Advent Devotions: A Healing confrontation with fear

3 MIN READ
Advent 2015. Design by Doug Puller/Bread for the World.

Editor’s note: This Advent season, Bread Blog is running a series of devotionals written by staff, alumni, and friends of the San Francisco Theological Seminary, which is affiliated with the Presbyterian Church (U.S.A.).      

By Rev. J. Bentley Stewart 

Zephaniah 3:14-20

I was invited to reflect on Zephaniah days after the attacks in Paris, Beirut, and Bamako. In the subsequent weeks there have been mass shootings in Colorado Springs and San Bernardino. I am feeling the weight of horrors that humans deploy upon one another. Terrorism colors my reading of the phrase “you will no longer fear evil.” And, it sounds like wishful thinking.

As a hospital chaplain, I’ve had numerous conversations teasing out hope from wishful thinking. One has to listen deeply to distinguish the two. While they often sound similar, they are profoundly different. Saint Augustine disagreed with Paul and called hope the greatest of these. To paraphrase the Rev. Dr. Martin Luther King, Jr., hope gives us the vitality that helps us to move on in spite of it all. In contrast, wishful thinking fixates on desired outcomes while refusing to consider contradicting facts.

Hope has the courage to face reality as it is and see past it towards the horizon of what might be. Wishful thinking colludes with denial to anesthetize our fear by distracting us from the reality of our vulnerability.

Currently, some of our leaders are succumbing to wishful thinking. For far too many, Islamophobia and immigrant bashing have become seductive methods to keep awareness of our vulnerability at bay by promising the escapist fantasy of security and a world with no more fear.

We people of faith must be courageous as we proclaim that love risks being vulnerable to one another and that fear of the other is an assent to the demonic. We must remember our baptism. Rachel Held Evans claims that in this sacrament we remember that “we are people who stand totally exposed before evil and death and declare them powerless against love.”

It is in our vulnerability that we discover our interdependence. We hold one another up to face together (con fronte) our fears.

May this Advent awaken us to the truth that our healing can only be found in and through one another. May we awaken to the healing that the Holy One is giving birth to in our midst.  

Rev. J. Bentley Stewart is a chaplain at UCSF Health and a 2015 graduate of San Francisco Theological Seminary.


→ ASSIGNMENT:
Leave out the pictures and copy each record below exactly.

- - - -

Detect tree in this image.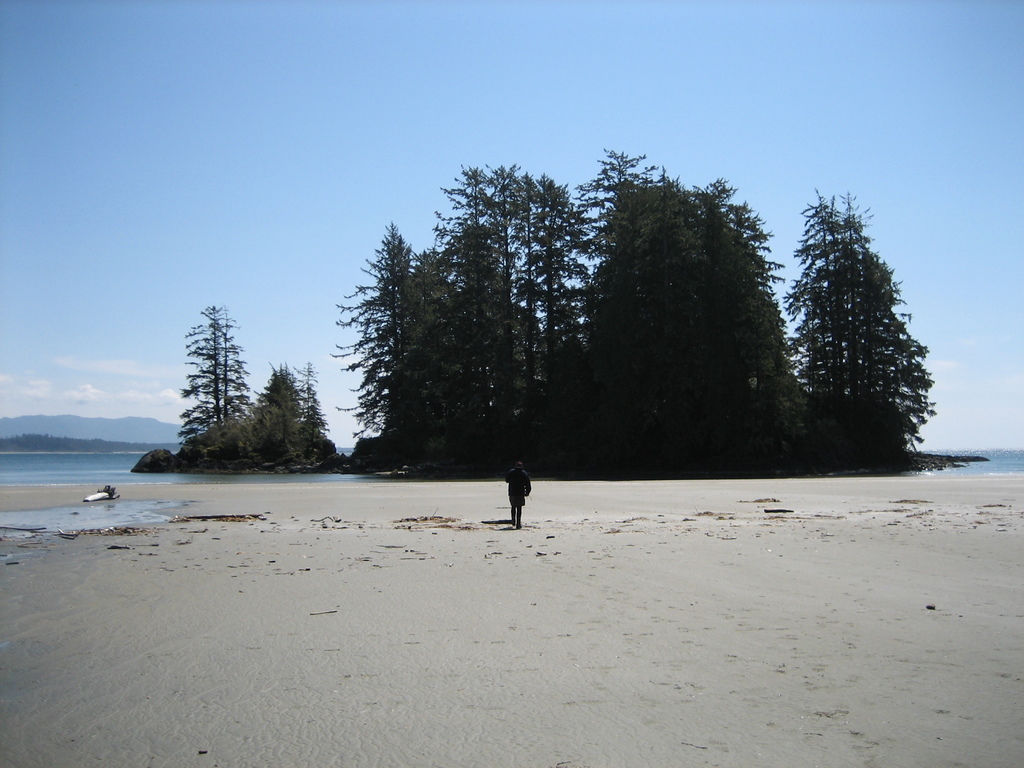
Detection: <bbox>428, 170, 497, 436</bbox>.
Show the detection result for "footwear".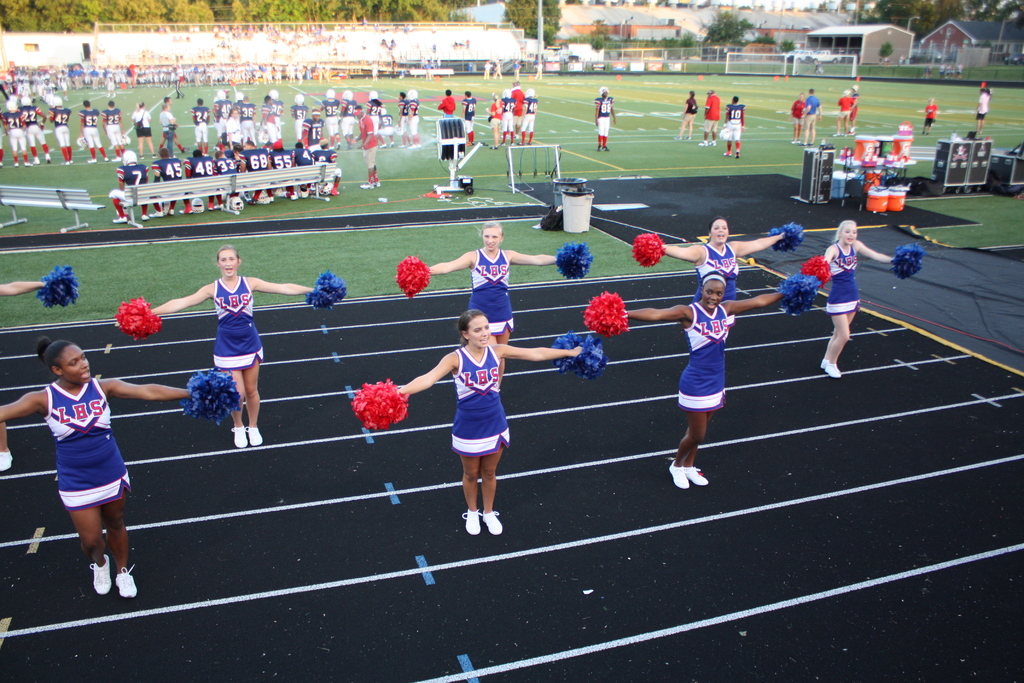
region(689, 460, 712, 484).
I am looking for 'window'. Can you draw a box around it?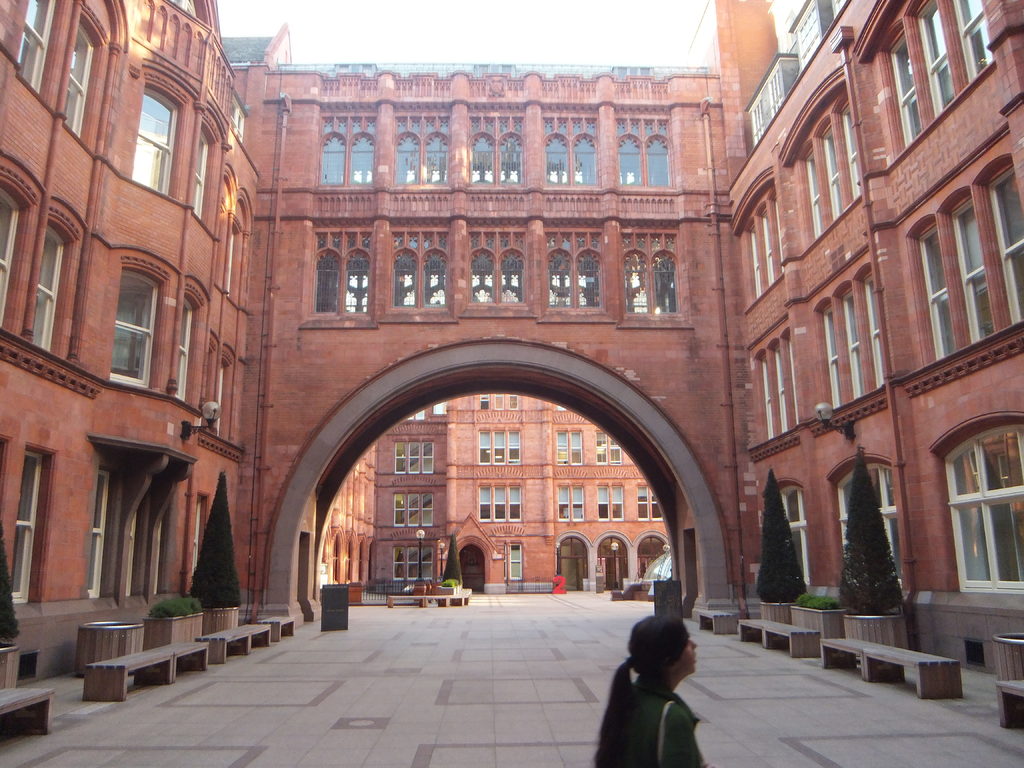
Sure, the bounding box is locate(65, 23, 93, 135).
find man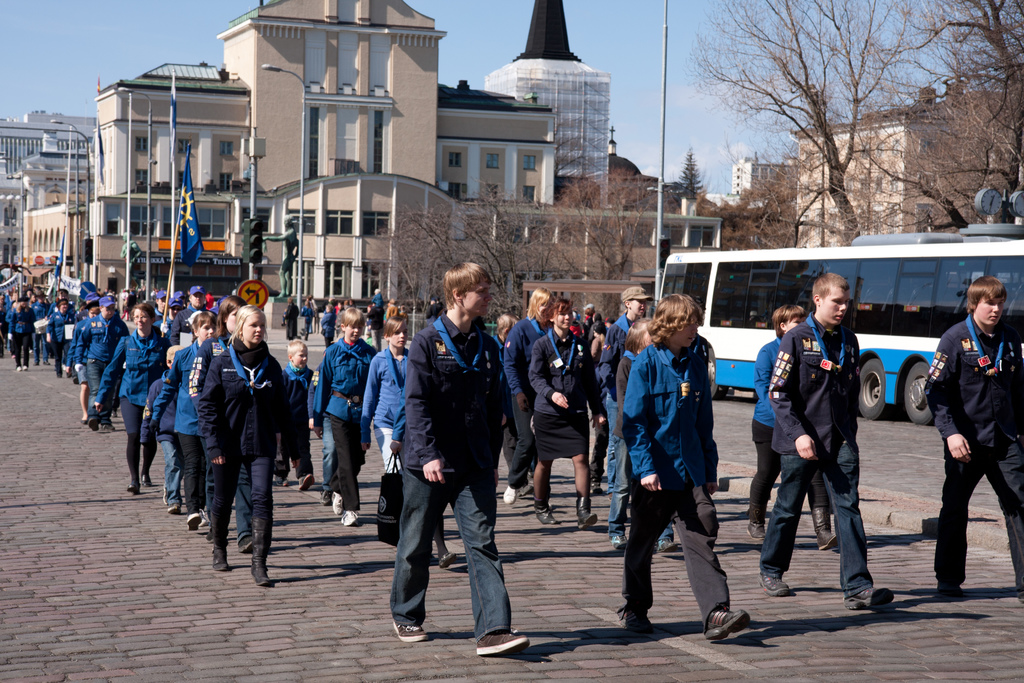
pyautogui.locateOnScreen(258, 211, 303, 299)
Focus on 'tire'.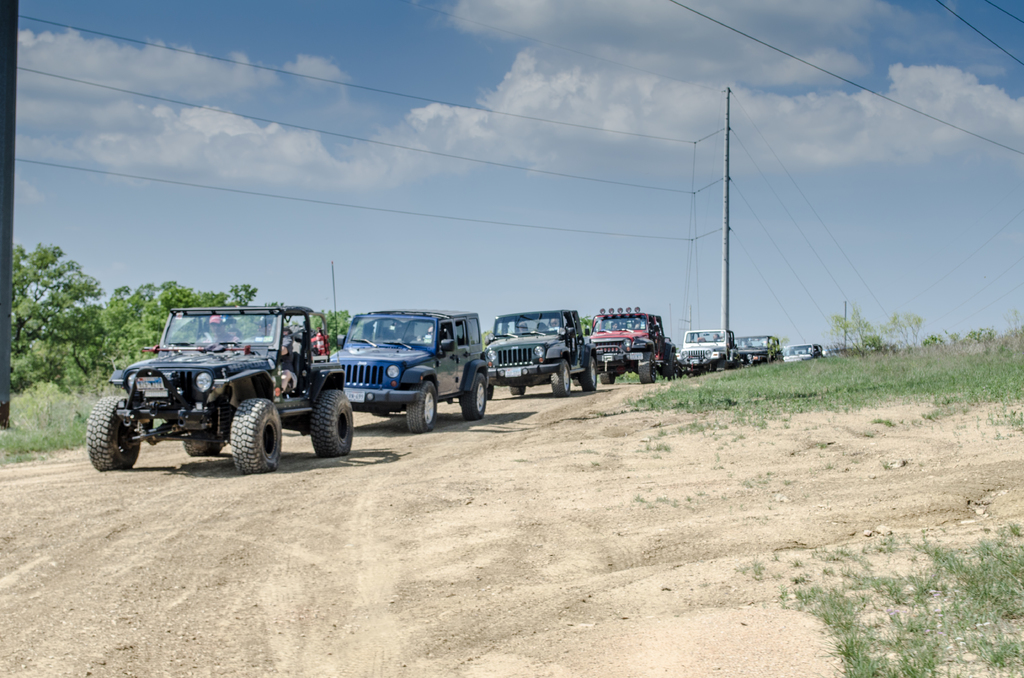
Focused at crop(639, 364, 655, 382).
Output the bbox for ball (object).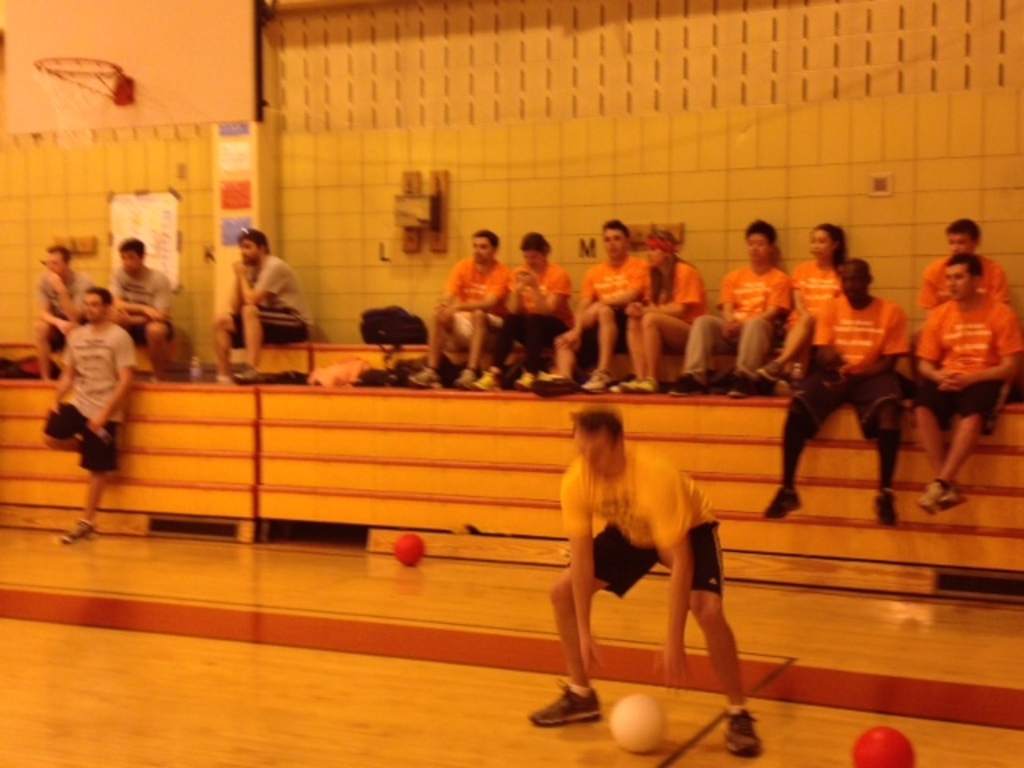
<box>608,691,667,757</box>.
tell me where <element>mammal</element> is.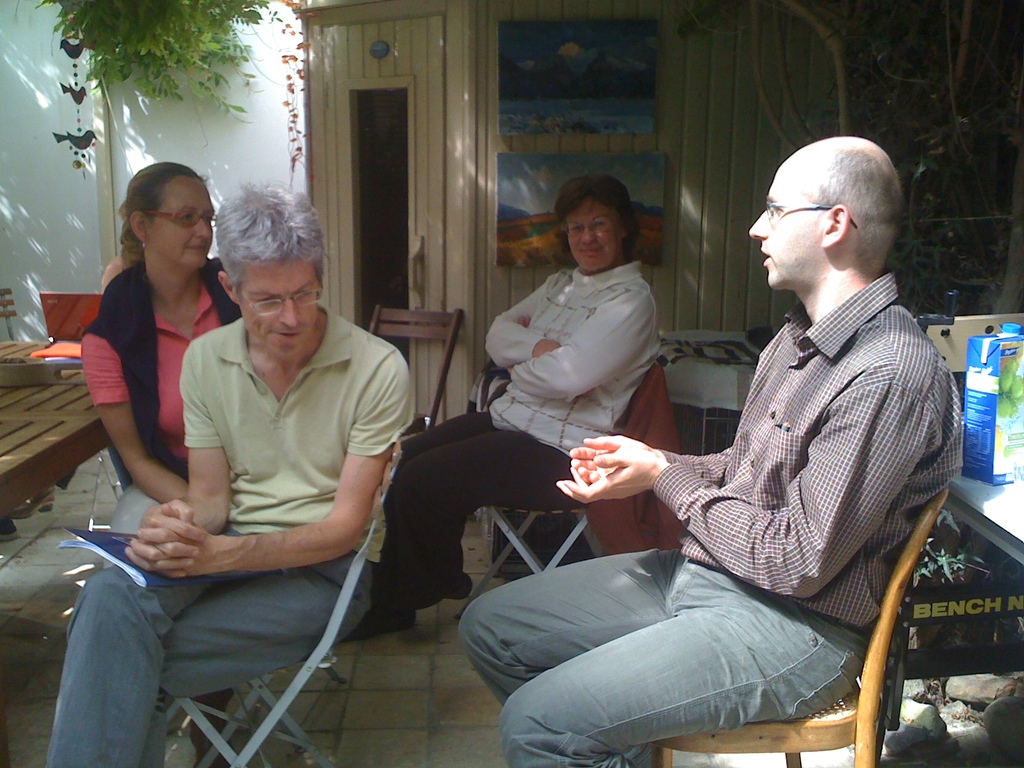
<element>mammal</element> is at <bbox>547, 126, 945, 755</bbox>.
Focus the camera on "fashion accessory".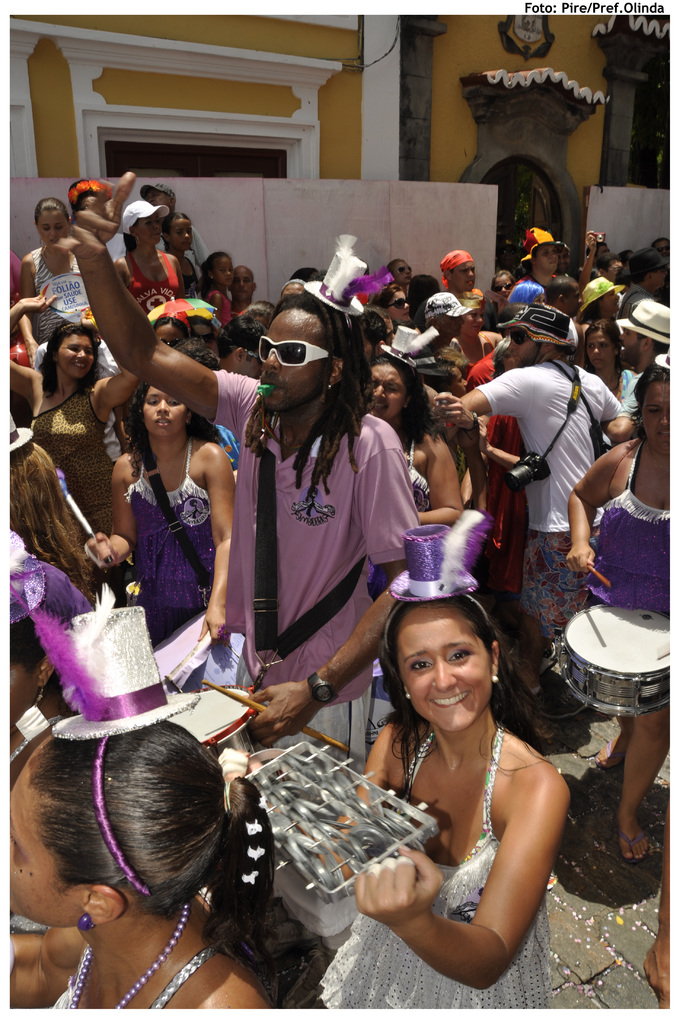
Focus region: crop(255, 329, 332, 370).
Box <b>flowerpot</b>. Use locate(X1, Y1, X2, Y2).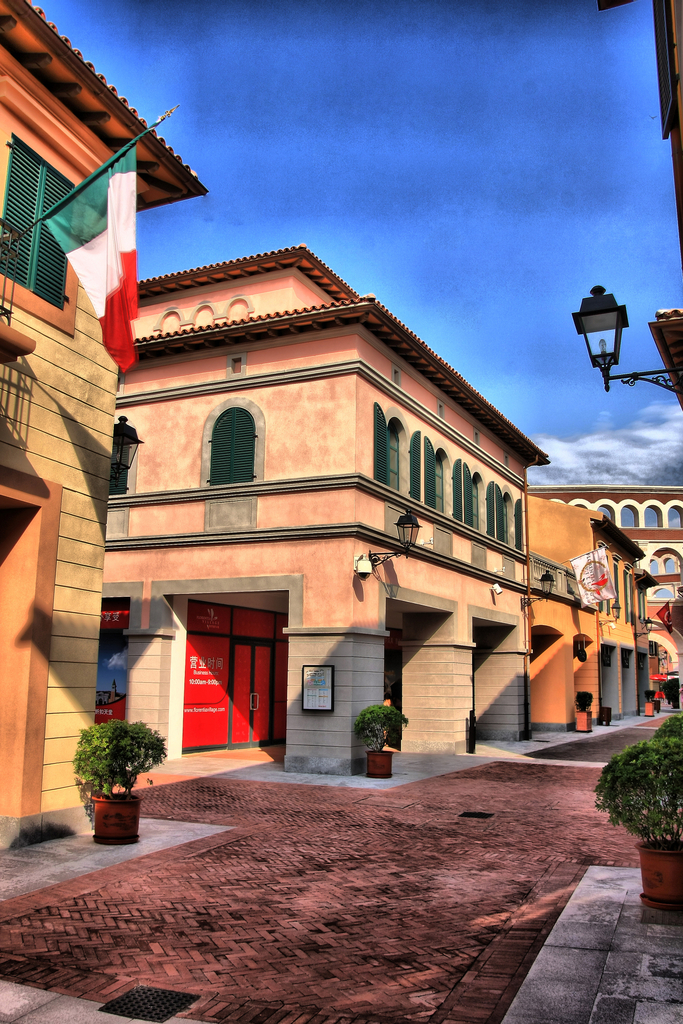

- - - -

→ TASK ANSWER:
Detect tree in this image.
Detection: <bbox>428, 170, 497, 436</bbox>.
Show the detection result for "footwear".
region(689, 460, 712, 484).
I am looking for 'window'. Can you draw a box around it?
Sure, the bounding box is locate(65, 23, 93, 135).
find man
pyautogui.locateOnScreen(258, 211, 303, 299)
Focus on 'tire'.
Focused at crop(639, 364, 655, 382).
Output the bbox for ball (object).
<box>608,691,667,757</box>.
tell me where <element>mammal</element> is.
<element>mammal</element> is at <bbox>547, 126, 945, 755</bbox>.
Focus the camera on "fashion accessory".
Focus region: crop(255, 329, 332, 370).
Box <b>flowerpot</b>. Use locate(X1, Y1, X2, Y2).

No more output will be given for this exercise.